Readers write: October 12, 2020 issue



Reactions to recent ‘A moment from yesterday’ photographs

Re: A photograph of a volleyball game beside a row of tall poplar trees with a lake in the background, Aug. 17, page. 4. 

The site is Camp Elim on the north end of Lac Pelletier, 50 kilometres southwest of Swift Current, Sask. The poplars were replaced in 1991 and the main tabernacle building in 1997. Mennonite Disaster Service helped build or replace two cabins and the boathouse in 2015. This summer was Camp Elim’s 75th anniversary. Due to COVID-19, there were no physical celebration, no summer camps or rentals. Summer students—a director and two counselling staff were hired to help the local board with maintenance refurbishment and program refreshment. Check the Camp Elim Facebook page (facebook.com/MCSask.CampElim) for pictures from past years as well as camp updates.
—Grace Funk, Waldeck, Sask.
The writer is a former camper, staffer and board member, and a current volunteer.

Re: A photograph of three Canadian Mennonite Bible College students and professor Waldemar Janzen, Sept. 14, page 11.

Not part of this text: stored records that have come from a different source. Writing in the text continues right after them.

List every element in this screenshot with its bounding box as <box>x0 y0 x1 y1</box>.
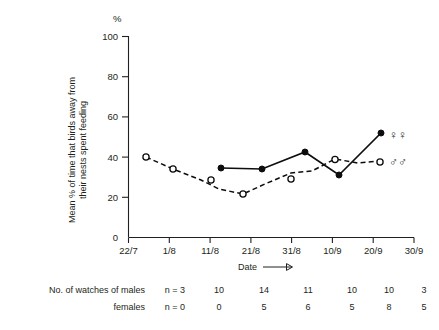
x-tick-label-30-9: 30/9 <box>405 245 424 256</box>
x-tick-label-1-8: 1/8 <box>163 245 176 256</box>
y-axis-group: 100 80 60 40 20 0 % Mean % of time that … <box>67 13 129 243</box>
table-cell-males-3: 14 <box>259 285 269 295</box>
x-axis-arrow-icon <box>263 264 293 271</box>
y-tick-label-80: 80 <box>107 71 118 82</box>
table-cell-females-2: 0 <box>216 302 221 312</box>
y-axis-title-line1: Mean % of time that birds away from <box>67 77 77 223</box>
feeding-time-line-chart: 100 80 60 40 20 0 % Mean % of time that … <box>0 0 439 330</box>
x-tick-label-10-9: 10/9 <box>323 245 342 256</box>
table-row-label-females: females <box>113 302 145 312</box>
x-axis-title: Date <box>238 262 257 272</box>
y-tick-label-100: 100 <box>102 31 118 42</box>
y-axis-unit-percent: % <box>113 13 122 24</box>
table-cell-females-4: 6 <box>305 302 310 312</box>
females-point-5 <box>378 130 384 136</box>
females-point-2 <box>259 166 265 172</box>
table-cell-males-6: 10 <box>384 285 394 295</box>
x-axis-group: 22/7 1/8 11/8 21/8 31/8 10/9 20/9 30/9 D… <box>119 238 423 273</box>
table-cell-females-5: 5 <box>349 302 354 312</box>
legend-male-symbol: ♂♂ <box>389 155 407 169</box>
females-point-1 <box>218 165 224 171</box>
series-females <box>218 130 384 178</box>
table-cell-males-5: 10 <box>347 285 357 295</box>
table-cell-females-3: 5 <box>261 302 266 312</box>
table-cell-males-2: 10 <box>214 285 224 295</box>
females-point-4 <box>336 172 342 178</box>
figure-container: 100 80 60 40 20 0 % Mean % of time that … <box>0 0 439 330</box>
males-point-2 <box>170 166 176 172</box>
y-tick-label-20: 20 <box>107 192 118 203</box>
males-point-5 <box>288 176 294 182</box>
table-cell-females-6: 8 <box>386 302 391 312</box>
table-row-label-males: No. of watches of males <box>49 285 146 295</box>
y-tick-label-40: 40 <box>107 152 118 163</box>
table-cell-females-1: n = 0 <box>165 302 185 312</box>
females-point-3 <box>302 149 308 155</box>
table-cell-males-1: n = 3 <box>165 285 185 295</box>
females-line <box>221 133 381 175</box>
table-cell-males-4: 11 <box>303 285 312 295</box>
males-point-4 <box>240 191 246 197</box>
males-line <box>146 157 380 194</box>
males-point-7 <box>377 159 383 165</box>
table-row-males: n = 3 10 14 11 10 10 3 <box>165 285 427 295</box>
series-males <box>143 154 383 197</box>
males-point-1 <box>143 154 149 160</box>
y-tick-label-0: 0 <box>113 232 118 243</box>
x-tick-label-22-7: 22/7 <box>119 245 138 256</box>
table-cell-females-7: 5 <box>421 302 426 312</box>
males-point-3 <box>208 177 214 183</box>
x-tick-label-11-8: 11/8 <box>201 245 219 256</box>
x-tick-label-20-9: 20/9 <box>364 245 383 256</box>
y-axis-title-line2: their nests spent feeding <box>78 101 88 199</box>
x-tick-label-21-8: 21/8 <box>242 245 261 256</box>
table-cell-males-7: 3 <box>421 285 426 295</box>
x-tick-label-31-8: 31/8 <box>282 245 301 256</box>
legend-female-symbol: ♀♀ <box>389 128 407 142</box>
watch-counts-table: No. of watches of males females n = 3 10… <box>49 285 427 312</box>
males-point-6 <box>332 156 338 162</box>
table-row-females: n = 0 0 5 6 5 8 5 <box>165 302 427 312</box>
legend-group: ♀♀ ♂♂ <box>389 128 407 169</box>
y-tick-label-60: 60 <box>107 111 118 122</box>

The two other people in the photograph, pictured second from left and right, are Jake Froese and Gary Bueckert, both originally from Saskatchewan. Jake was a minister in churches in the Conference of Mennonites in Canada for years and Gary was a teacher for many years in Winkler, Man.
—Edgar Schmidt (online comment)
The writer is pictured at left in the photograph.

 

Study of the Psalms leads to thoughts of summer camps past
This summer at Jubilee Mennonite Church in Winnipeg we have engaged in a study of the Psalms. My favourite text was from Psalm 55, a lament by King David about being betrayed by a lifelong friend, and his steadfast belief that God would redeem him: “Oh that I had wings like a dove! I would fly away and be at rest. Behold, I would wander far away. I would lodge in the wilderness. Selah. I would hasten to my place of refuge.”

The text conjured up many images and memories of working at a summer camp in the mid 1980s. I asked myself, if I was in King David’s shoes, where would I find my place of refuge? The answer is Camp Squeah in Hope, B.C., where I worked as a counsellor and lifeguard from 1983 to ’86. The name, in fact, means “place of refuge.”

For me, my place of refuge was all about the joy of living within nature for two full months: canoeing down the Fraser River, cliff diving at Fifth Falls, repelling down sheer cliffs, taking a group hike to the Pride of Emory, fireside at chapel in the sky, a snack at the canteen, vacuuming the pool in the morning under the hot sun, and sitting on the trampoline at the end of the day under a blanket of stars. 

“Oh that I had wings like a dove,” I would fly up there every summer.